The best level 2 all-in supports: Leona is the strongest level 2 all-in support in the game. Her Zenith Blade into Shield of Daybreak provides 1.5 seconds of hard crowd control at level 2, plus her passive Sunlight adds bonus damage when your ADC auto-attacks the target. Nautilus, Alistar, Thresh, and Rell are also excellent level 2 all-in champions.
Levels 3–5 — The Trading Phase
After the level 2 spike, bot lane settles into a trading phase where both sides exchange damage while farming. Your job during this phase depends on your archetype.
Engage supports: Look for cooldown windows. When the enemy ADC uses their escape ability to trade (Ezreal E, Lucian E, Kai'Sa E), they have a long window where they cannot dodge your engage. Punish immediately. Also watch for the enemy support's key ability — if Morgana misses her Dark Binding, she cannot Black Shield your engage for the next 10 seconds. That is your window.

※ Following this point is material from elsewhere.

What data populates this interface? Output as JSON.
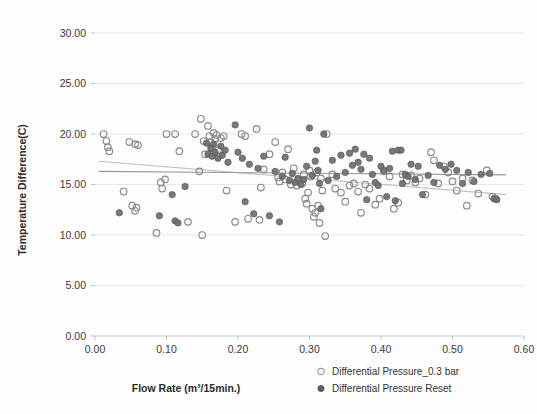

Enchanter supports: Shield or heal your ADC during trades, poke with abilities when the enemy is locked in last-hit animation, and manage your mana for sustain rather than burning it all on poke. If your ADC trades and you shield them simultaneously, the effective trade is always in your favor because the enemy does not have a support shield reducing their damage taken.
Poke supports: Land abilities on the enemy who is easier to hit. If the enemy ADC is standing behind minions but the enemy support is standing to the side, hit the support. Low health on either enemy creates all-in pressure. Do not use all your mana in two minutes — pace yourself. One ability per wave on the enemy is sustainable. Three abilities per wave is not.
Level 6 — Ultimate Timing
Level 6 is the second major power spike for support. Many support ultimates are fight-winning abilities that transform how your lane plays.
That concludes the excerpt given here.